Fayez Kazak and Nowar Yousef in "Speaker's Progress"

Fayez Kazak and Nowar Yousef in "Speaker's Progress"

This is a chance to see something revolutionary—in every sense of the word. Performed by a cast culled from throughout the Middle East, “Speaker’s Progress” is not only a rich, layered satire on government censorship but also a work-in-progress negotiation of just what theatrical performances can achieve in an atmosphere of suppression. In many ways, this is the best play that could be staged so close to Dewey Square at this particular moment in history.

Playwright, director and starring actor, Sulayman Al-Bassam created the piece just before the Arab Spring had bloomed. He is the founder of the Zaoum Theatre in London and the head of the SABAB Theater and “The Culture Project” in his native Kuwait. The play is the third installment in his “Arab Shakespeare Trilogy.”

His character is a playwright exiled from an unnamed Middle Eastern country in which theater has been banned as a subversive art form, rife with Western influence. The play beings with this character’s endorsement of the law and renouncement of his former work in the theater. What he proposes to show this audience is a document of a characteristically subversive work: a production of Shakespeare’s “Twelfth Night” adopted into Arabic with built-in revolutionary overtones. The production will be reconstructed, purely for the benefit of historical understanding, through the use of a few surviving film clips, and live performance to fill in the gaps in the audio/visual record. Its performers include a former actress, and representatives from a women’s league, a cultural ministry and a tourism board.

At its beginning, the exercise is quite funny to watch. Petrified of appearing in anyway subversive, the actors strive to keep their presentation of this poetic romance as drily scientific as possible. Positions on the stage are announced in the manner of chess moves. The men are armed with yardsticks to ensure that the head-dressed actresses never step within an inappropriate distance of their male scene partners.

L-R: Amal Omran, Carole Abboud  (seated), actor not coming to  Boston (Fahad Al AbdulMohsin),  Fayez Kazak, Nassar al Nassar  (hidden behind), Faisal Al Ameeri

L-R: Amal Omran, Carole Abboud (seated), actor not coming to Boston (Fahad Al AbdulMohsin), Fayez Kazak, Nassar al Nassar (hidden behind), Faisal Al Ameeri

Even in these conditions, even in Arabic with English subtitles, the message and the passion escape. In fact, the more they are restricted and forbidden the more attentive one becomes to them. As this fact becomes apparent, the cast seems to divide among those who wish to further the production’s original cause and those who wish to battle it back.

The greatest threat  to  the cause is the representative from the tourist board, played by Fayez Kazak. This stern figure has been cast as the play’s equivalent of Malvolio, the haughty puritan who gets his comeuppance. In the Arabic adaptation, Malvolio is a Mullah, the very figure who would have censored the play.

Malvolio/The Mullah is undone by falling into a trap in which he is led to believe that he is beloved of a woman more powerful than he—in the Arabic version, her name is “Freedom.” He winds up behind bars, tortured. A similar trap is set for this member of the tourism board. He is seduced by the freedom of playing the juicy role of the Mullah, and while his guard is down, his fellow actors try to strip him of his power.

Like much of “Speaker’s Progress” this drama plays out on at least four planes of reality at once. Engaging with it gives one some sense of how Sulayman Al-Bassam must feel as he strives to create works about conflicting cultures that speak to Arab citizens, government censors and Western audiences. It also speaks volumes about life under censorship and repression. It must indeed feel like a series of theatrical performances, full of  potential for subtle subversions and charged with the constant threat of cages of all kinds.

“Speakers Progress” is a deeply challenging work for a complex historical moment. It’s also funny, engaging and unique. Occupy a seat at the Paramount while you still can.

“Speaker’s Progress” plays at ArtsEmerson’s Paramount Mainstage through October 16.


YOUR OBJECTIVE: Review the listing and copy each line that holds the word "origin".

________________________________________

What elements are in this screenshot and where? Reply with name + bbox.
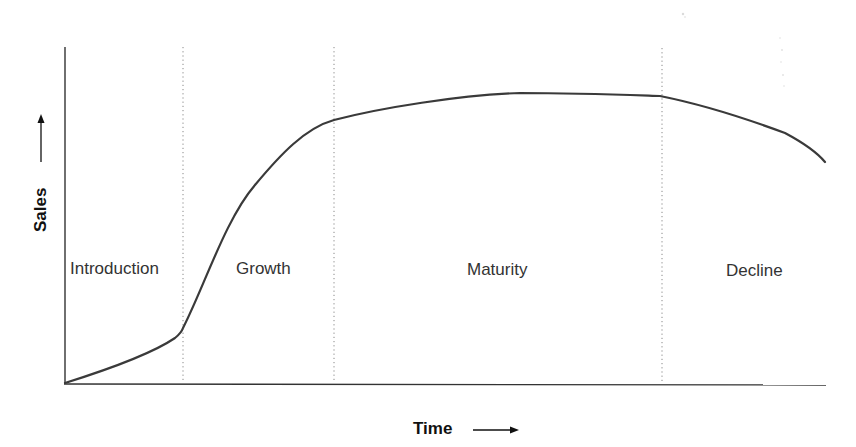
product-life-cycle-chart: Introduction Growth Maturity Decline Sal… [0, 0, 856, 447]
stage-label-introduction: Introduction [70, 259, 159, 278]
x-axis [64, 384, 826, 385]
y-axis-label: Sales [31, 188, 50, 232]
scan-artifacts [682, 13, 785, 87]
sales-curve [65, 93, 825, 383]
y-axis-arrow-icon [38, 114, 45, 162]
stage-label-maturity: Maturity [467, 260, 528, 279]
x-axis-arrow-icon [473, 427, 519, 434]
stage-label-decline: Decline [726, 261, 783, 280]
x-axis-label: Time [413, 419, 452, 438]
stage-label-growth: Growth [236, 259, 291, 278]
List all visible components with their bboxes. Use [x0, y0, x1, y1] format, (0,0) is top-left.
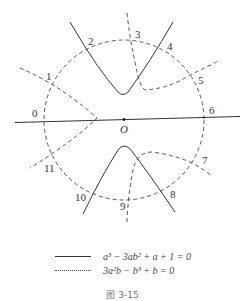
point-label-11: 11 [44, 162, 55, 174]
point-label-0: 0 [32, 107, 38, 119]
legend-solid: a³ − 3ab² + a + 1 = 0 [55, 249, 191, 263]
legend-solid-equation: a³ − 3ab² + a + 1 = 0 [103, 251, 191, 262]
real-axis-line [15, 117, 240, 123]
point-label-5: 5 [198, 74, 204, 86]
point-label-1: 1 [46, 70, 52, 82]
point-label-7: 7 [202, 154, 208, 166]
point-label-6: 6 [209, 104, 215, 116]
solid-curve-upper [70, 22, 173, 95]
figure-caption: 图 3-15 [0, 288, 245, 301]
point-label-2: 2 [88, 35, 94, 47]
dashed-line-swatch [55, 270, 91, 271]
origin-point [123, 118, 126, 121]
origin-label: O [120, 123, 128, 135]
point-label-8: 8 [170, 188, 176, 200]
point-label-9: 9 [120, 200, 126, 212]
point-label-3: 3 [135, 28, 141, 40]
point-label-10: 10 [75, 191, 87, 203]
solid-curve-lower [83, 146, 175, 214]
solid-line-swatch [55, 256, 91, 257]
legend-dashed-equation: 3a²b − b³ + b = 0 [103, 265, 174, 276]
dashed-curve-11-9 [50, 155, 203, 197]
point-label-4: 4 [167, 40, 173, 52]
legend-dashed: 3a²b − b³ + b = 0 [55, 263, 174, 277]
dashed-curve-3-5 [127, 13, 220, 90]
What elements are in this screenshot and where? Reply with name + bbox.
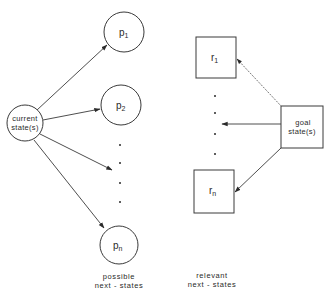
possible-state-node-p2: p2 <box>101 85 141 125</box>
relevant-caption-line1: relevant <box>196 271 228 280</box>
current-state-label-line2: state(s) <box>11 123 39 132</box>
relevant-caption-line2: next - states <box>188 280 237 289</box>
pn-subscript: n <box>119 245 123 252</box>
current-state-node: current state(s) <box>7 105 43 141</box>
relevant-states-ellipsis <box>214 95 216 155</box>
possible-states-ellipsis <box>119 144 121 203</box>
relevant-state-node-r1: r1 <box>196 37 236 78</box>
possible-state-node-p1: p1 <box>104 12 144 52</box>
goal-state-label-line1: goal <box>295 118 310 127</box>
edge-goal-to-r1 <box>237 59 282 107</box>
goal-state-node: goal state(s) <box>281 106 323 148</box>
current-state-label-line1: current <box>12 114 38 123</box>
search-direction-diagram: current state(s) p1 p2 pn possible next … <box>0 0 335 306</box>
edge-current-to-ellipsis <box>40 134 112 170</box>
edge-goal-to-rn <box>235 148 281 192</box>
edge-current-to-pn <box>34 140 104 228</box>
possible-caption-line2: next - states <box>95 281 144 290</box>
rn-subscript: n <box>212 190 216 197</box>
p1-subscript: 1 <box>125 32 129 39</box>
relevant-state-node-rn: rn <box>194 170 234 213</box>
forward-edges <box>34 45 112 228</box>
possible-caption-line1: possible <box>103 272 135 281</box>
possible-state-node-pn: pn <box>100 226 138 264</box>
r1-subscript: 1 <box>214 57 218 64</box>
goal-state-label-line2: state(s) <box>288 127 316 136</box>
edge-current-to-p1 <box>37 45 107 110</box>
edge-current-to-p2 <box>43 109 100 120</box>
p2-subscript: 2 <box>122 105 126 112</box>
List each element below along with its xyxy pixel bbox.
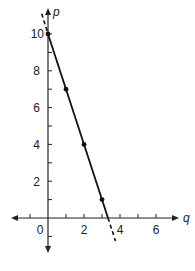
data-point: [64, 87, 69, 92]
y-tick-label-6: 6: [33, 101, 40, 115]
x-axis-left-arrow-icon: [11, 215, 18, 221]
y-tick-label-8: 8: [33, 64, 40, 78]
x-tick-label-4: 4: [117, 223, 124, 237]
x-tick-label-6: 6: [153, 223, 160, 237]
x-axis-label: q: [183, 211, 190, 225]
dashed-extension-bottom: [108, 218, 116, 241]
y-axis-down-arrow-icon: [45, 246, 51, 253]
y-tick-label-10: 10: [31, 27, 45, 41]
x-tick-label-2: 2: [81, 223, 88, 237]
y-tick-label-4: 4: [33, 138, 40, 152]
y-axis-up-arrow-icon: [45, 8, 51, 15]
y-axis-label: p: [52, 5, 60, 19]
data-point: [82, 142, 87, 147]
data-point: [100, 197, 105, 202]
x-tick-label-0: 0: [37, 223, 44, 237]
y-tick-label-2: 2: [33, 175, 40, 189]
data-point: [46, 32, 51, 37]
chart: 0 2 4 6 2 4 6 8 10 p q: [0, 0, 195, 271]
x-axis-right-arrow-icon: [172, 215, 179, 221]
demand-line: [48, 34, 108, 218]
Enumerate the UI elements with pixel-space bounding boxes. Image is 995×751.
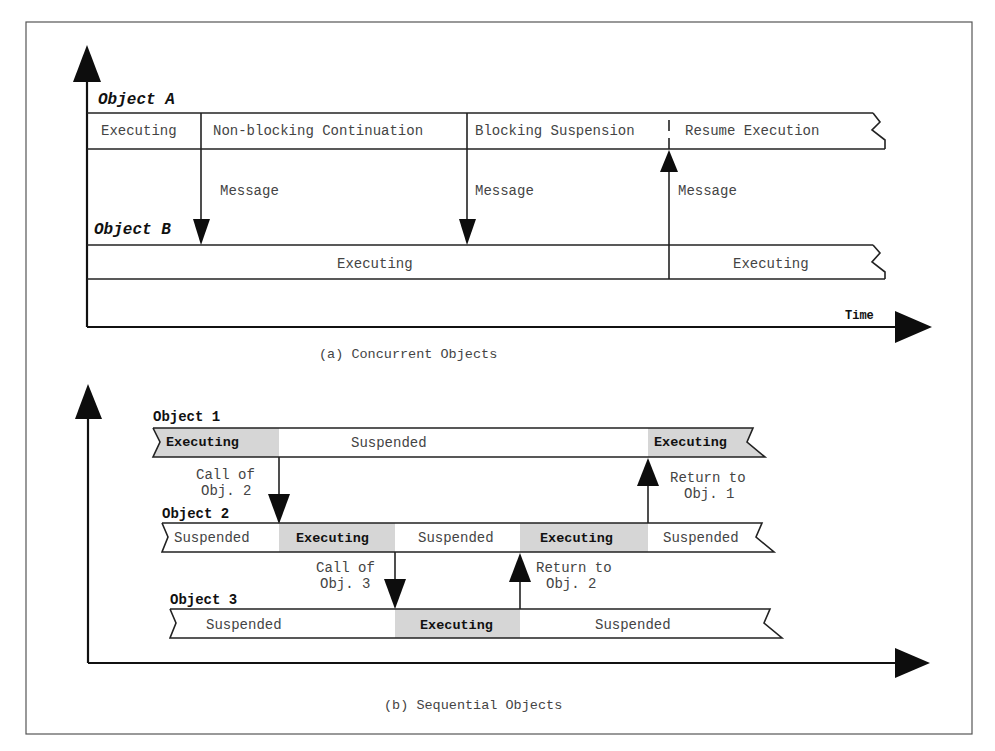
segment-suspended: Suspended: [595, 617, 671, 633]
object-2-timeline: Suspended Executing Suspended Executing …: [162, 523, 774, 552]
down-arrow-icon: [384, 579, 406, 609]
message-label: Message: [475, 183, 534, 199]
panel-sequential-objects: Object 1 Executing Suspended Executing C…: [75, 384, 930, 713]
segment-executing: Executing: [733, 256, 809, 272]
segment-executing: Executing: [540, 531, 613, 546]
right-arrow-icon: [895, 648, 930, 678]
object-1-label: Object 1: [153, 409, 220, 425]
return-label: Obj. 1: [684, 486, 734, 502]
down-arrow-icon: [193, 219, 210, 245]
object-b-label: Object B: [94, 221, 171, 239]
segment-executing: Executing: [337, 256, 413, 272]
right-arrow-icon: [895, 311, 932, 343]
caption-a: (a) Concurrent Objects: [319, 347, 497, 362]
caption-b: (b) Sequential Objects: [384, 698, 562, 713]
object-2-label: Object 2: [162, 506, 229, 522]
call-label: Obj. 2: [201, 483, 251, 499]
return-label: Return to: [670, 470, 746, 486]
time-label: Time: [845, 309, 874, 323]
down-arrow-icon: [459, 219, 476, 245]
up-arrow-icon: [660, 150, 678, 172]
object-a-label: Object A: [98, 91, 175, 109]
segment-suspended: Suspended: [206, 617, 282, 633]
object-b-timeline: Executing Executing: [87, 245, 885, 279]
segment-resume: Resume Execution: [685, 123, 819, 139]
segment-suspended: Suspended: [663, 530, 739, 546]
down-arrow-icon: [268, 494, 290, 524]
return-label: Obj. 2: [546, 576, 596, 592]
call-label: Call of: [316, 560, 375, 576]
concurrency-diagram: Time Object A Executing Non-blocking Con…: [0, 0, 995, 751]
up-arrow-icon: [509, 553, 531, 582]
segment-executing: Executing: [101, 123, 177, 139]
object-3-label: Object 3: [170, 592, 237, 608]
object-3-timeline: Suspended Executing Suspended: [170, 609, 782, 638]
up-arrow-icon: [75, 384, 102, 419]
object-1-timeline: Executing Suspended Executing: [153, 428, 765, 457]
up-arrow-icon: [73, 45, 101, 82]
up-arrow-icon: [637, 458, 659, 486]
segment-suspended: Suspended: [418, 530, 494, 546]
message-label: Message: [678, 183, 737, 199]
segment-suspended: Suspended: [351, 435, 427, 451]
return-label: Return to: [536, 560, 612, 576]
segment-executing: Executing: [654, 435, 727, 450]
segment-suspended: Suspended: [174, 530, 250, 546]
object-a-timeline: Executing Non-blocking Continuation Bloc…: [87, 113, 885, 149]
segment-non-blocking: Non-blocking Continuation: [213, 123, 423, 139]
segment-blocking: Blocking Suspension: [475, 123, 635, 139]
call-label: Call of: [196, 467, 255, 483]
call-label: Obj. 3: [320, 576, 370, 592]
segment-executing: Executing: [420, 618, 493, 633]
segment-executing: Executing: [296, 531, 369, 546]
segment-executing: Executing: [166, 435, 239, 450]
panel-concurrent-objects: Time Object A Executing Non-blocking Con…: [73, 45, 932, 362]
message-label: Message: [220, 183, 279, 199]
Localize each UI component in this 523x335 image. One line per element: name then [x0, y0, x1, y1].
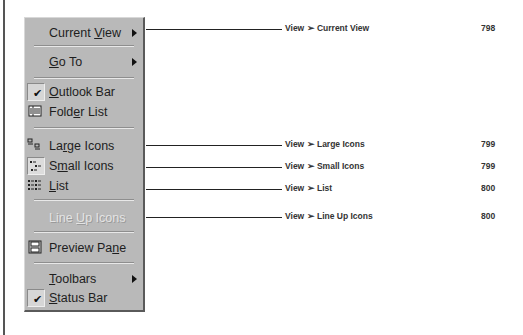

________________________________________

OUTPUT FOR THIS EXERCISE:
origin-point [123, 118, 126, 121]
origin-label: O [120, 123, 128, 135]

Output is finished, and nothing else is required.